Sunday 16 October 2011

1999 Baz Luhrmann: Everybody's Free (To Wear Sunscreen)

It seems of late that at least once a month a friend or 'acquaintance' will forward me some viral email or Facebook message that sets out a heart-warming story and/or piece of homespun wisdom. The fact they usually end threatening of luck of the worst kind if I don't forward it to ten people in my address book by the next full moon is a bit of a downer but hey, no worries - I'm not the superstitious type so these things go straight in the bin anyway, though I confess that occasionally even a hard nosed cynic like me will read something in them that strikes a chord or two before they're deleted.

Being nothing more than a voice actor reciting journalist Mary Schmich's 1997 'commencement speech' (that appeared in the Chicago Tribune) over the choral version of Rozalla's 'Everybody's Free (To Feel Good)', I tend to regard 'Everybody's Free (To Wear Sunscreen)' as essentially a 1999 version of those emails. Though far less of a novelty in our modern, e-communication overloaded times, it was moreso of one in 1999 and for the want of anything better to say, your reaction to it is going to depend on your own attitude to the content of the spam mails I mentioned above.


Schmich's very American ("Live in New York City once, but leave before it makes you hard"), right leaning ("Don't expect anyone else to support you"), slightly self satisfied recipe for a wholesome life won't be for everyone, but there's nothing that's going to raise too many hackles. The sort of 'common sense' granny used to dispense, for my own part I'd have found more value in a hardcore remix of Renton's 'Choose Life' speech from 'Trainspotting', or the "You're not your job. You're not how much money you have in the bank.You're not the car you drive.You're not the contents of your wallet" speech from Palahniuk's 'Fight Club', but horses for courses I guess.


'Everybody's Free (To Wear Sunscreen)' stands as a curio from a more technologically backward, less media intrusive era where mail still came through the letterbox and people had to actively go to information instead of it coming to them, unwanted and unasked for. On occasions when it did, like this, then the message took on more inherent 'worth' and 'value' by its sheer 'not heard that before' novelty. Harmless enough I guess, but lifestyle sloganeering belongs on posters, badges and newspaper columns......anywhere really besides at the top of the charts.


_Exercise instructions_
Scan the data, and whenever a line contains "Beginner", copy it.

[Records from a data source]
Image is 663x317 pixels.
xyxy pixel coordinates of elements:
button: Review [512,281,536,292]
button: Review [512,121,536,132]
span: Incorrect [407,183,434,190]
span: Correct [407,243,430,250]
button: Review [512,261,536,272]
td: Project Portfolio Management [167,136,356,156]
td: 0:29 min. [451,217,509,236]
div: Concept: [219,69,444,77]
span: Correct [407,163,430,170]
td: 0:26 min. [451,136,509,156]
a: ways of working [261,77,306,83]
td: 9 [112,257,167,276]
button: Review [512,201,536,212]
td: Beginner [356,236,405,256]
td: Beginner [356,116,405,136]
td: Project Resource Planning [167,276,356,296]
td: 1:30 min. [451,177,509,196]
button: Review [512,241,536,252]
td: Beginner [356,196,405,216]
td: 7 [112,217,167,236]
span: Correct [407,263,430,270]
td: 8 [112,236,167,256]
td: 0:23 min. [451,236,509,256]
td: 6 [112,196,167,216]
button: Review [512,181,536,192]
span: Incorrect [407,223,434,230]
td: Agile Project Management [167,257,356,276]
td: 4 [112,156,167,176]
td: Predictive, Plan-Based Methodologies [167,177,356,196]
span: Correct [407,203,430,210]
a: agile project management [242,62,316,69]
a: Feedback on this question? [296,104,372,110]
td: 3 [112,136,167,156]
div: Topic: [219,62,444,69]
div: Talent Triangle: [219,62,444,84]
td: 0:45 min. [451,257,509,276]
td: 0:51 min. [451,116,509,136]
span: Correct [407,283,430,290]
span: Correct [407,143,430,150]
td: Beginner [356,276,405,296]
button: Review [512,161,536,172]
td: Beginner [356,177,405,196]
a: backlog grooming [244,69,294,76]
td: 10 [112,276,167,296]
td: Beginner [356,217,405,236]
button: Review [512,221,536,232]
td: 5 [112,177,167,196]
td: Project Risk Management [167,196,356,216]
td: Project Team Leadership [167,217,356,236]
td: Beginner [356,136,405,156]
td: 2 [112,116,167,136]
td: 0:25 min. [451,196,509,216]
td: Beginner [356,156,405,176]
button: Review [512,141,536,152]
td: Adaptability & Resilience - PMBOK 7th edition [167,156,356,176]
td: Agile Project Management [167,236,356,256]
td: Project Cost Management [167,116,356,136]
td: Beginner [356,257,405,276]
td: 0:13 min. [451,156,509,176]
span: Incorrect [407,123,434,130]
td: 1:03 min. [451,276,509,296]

_Solution to this exercise_
td: Beginner [356,236,405,256]
td: Beginner [356,116,405,136]
td: Beginner [356,196,405,216]
td: Beginner [356,276,405,296]
td: Beginner [356,177,405,196]
td: Beginner [356,217,405,236]
td: Beginner [356,136,405,156]
td: Beginner [356,156,405,176]
td: Beginner [356,257,405,276]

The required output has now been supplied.